David Pellow has succeed in producing a book that finally addresses, although in a limited sense, environmental inequalities that have occurred and are occurring in the heart of America's industrial complex, Chicago. This is a critical achievement since much of the environmental justice literature published to date has focused on African Americans living in rural Southern communities or Latino communities in the West, like Robert Bullard's seminal work, Dumping in Dixie: Race, Class and Environmental Quality (3rd ed., Westview, 2000) or Luke W. Cole and Sheila R. Foster's From the Ground Up: Environmental Racism and the Rise of the Environmental Justice Movement (New York University Press, 2001). 1
      Pellow elucidates clearly and succinctly the historical, political, economic, technological, and sociological basis for the occurrence of environmental racism and environmental justice in Chicago and the United States.

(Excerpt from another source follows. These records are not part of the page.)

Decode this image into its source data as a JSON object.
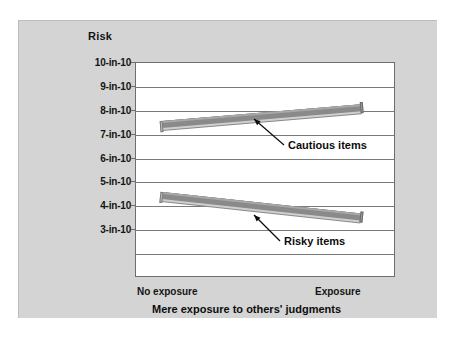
{
  "figure": {
    "background_color": "#d4d4d4",
    "plot_background_color": "#ffffff",
    "band_color": "#8a8a8a",
    "axis_color": "#6e6e6e"
  },
  "chart_data": {
    "type": "line",
    "title": "Risk",
    "xlabel": "Mere exposure to others' judgments",
    "ylabel": "Risk",
    "x": [
      "No exposure",
      "Exposure"
    ],
    "xtick_labels": [
      "No exposure",
      "Exposure"
    ],
    "ytick_labels": [
      "10-in-10",
      "9-in-10",
      "8-in-10",
      "7-in-10",
      "6-in-10",
      "5-in-10",
      "4-in-10",
      "3-in-10"
    ],
    "ytick_values": [
      10,
      9,
      8,
      7,
      6,
      5,
      4,
      3
    ],
    "ylim": [
      1,
      10
    ],
    "grid": true,
    "legend": "none",
    "series": [
      {
        "name": "Cautious items",
        "values": [
          7.4,
          8.1
        ],
        "annotation": "Cautious items"
      },
      {
        "name": "Risky items",
        "values": [
          4.4,
          3.5
        ],
        "annotation": "Risky items"
      }
    ],
    "annotations": [
      {
        "text": "Cautious items",
        "points_to": "Cautious items line"
      },
      {
        "text": "Risky items",
        "points_to": "Risky items line"
      }
    ]
  },
  "axis": {
    "y_title": "Risk",
    "x_title": "Mere exposure to others' judgments",
    "x_left_label": "No exposure",
    "x_right_label": "Exposure",
    "y_ticks": [
      {
        "label": "10-in-10"
      },
      {
        "label": "9-in-10"
      },
      {
        "label": "8-in-10"
      },
      {
        "label": "7-in-10"
      },
      {
        "label": "6-in-10"
      },
      {
        "label": "5-in-10"
      },
      {
        "label": "4-in-10"
      },
      {
        "label": "3-in-10"
      }
    ]
  },
  "series_labels": {
    "cautious": "Cautious items",
    "risky": "Risky items"
  }
}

This monograph goes farther than any other published works in discussing the recent historical relationship of solid waste management using incineration with the environmental quality of life for Northern urban African-American communities. He also provides a long overdue acknowledgement of the emergence of the environmental justice group, People for Community Recovery (PCR) that Hazel Johnson, known as the "Black Mother of the Environmental Movement," developed in Chicago's notorious Altgeld Gardens. PCR and Altgeld Gardens eventually became involved in environmental justice struggles over some of the largest garbage and recycling facilities ever devised. 2
      What is intellectually refreshing in Pellow's work is his own perspective, based on the contemporary plight of African Americans suffering from environmental racism in Chicago. This work reflects what might be for some, the controversial findings of his research and field experience. Pellow provides several case studies arguing that African American communities and their politicians can sometimes be complicit in environmental racism. His most poignant example is of the economically predominantly African American community of Robbins, Illinois, that sought to attract land waste management facilities beginning in the 1970s. By 1986, "while a major incinerator battle was raging in Los Angeles, the Illinois Senate approved a measure to acquire land for an incinerator in the village of Robbins" (p. 91). Robbins' motivation was its economic depression that resulted from "a mass exodus of both businesses and residents (one third) during the period between 1970 and 1990" that prompted each mayoral administration to court any and all types of businesses to keep the village afloat financially (p. 91). Robbins is significant because it clearly illustrates the heterogenic forces within African American communities that come into conflict when they must choose between environmental quality and economics. A chief opponent to the Robbins incinerator was PCR, which aligned itself with several other environmental groups (e.g. Greenpeace, the Sierra Club, and Citizens for a Better Environment) to halt this project. 3
      This book should be read by environmental, and African American and ethnic studies scholars since it adds tremendously to the discussion of the role that African Americans and other environmentally disenfranchised ethnic groups play in contributing to (and/or ameliorating) the continuing phenomena of environmental racism and environmental inequalities in their own communities. 4


Reviewed by Sylvia Hood Washington, a visiting scholar at Northwestern University and a formally trained environmental engineer and environmental historian. Her research focuses on the historical interrelationships of race, class, technology, and environmental inequalities.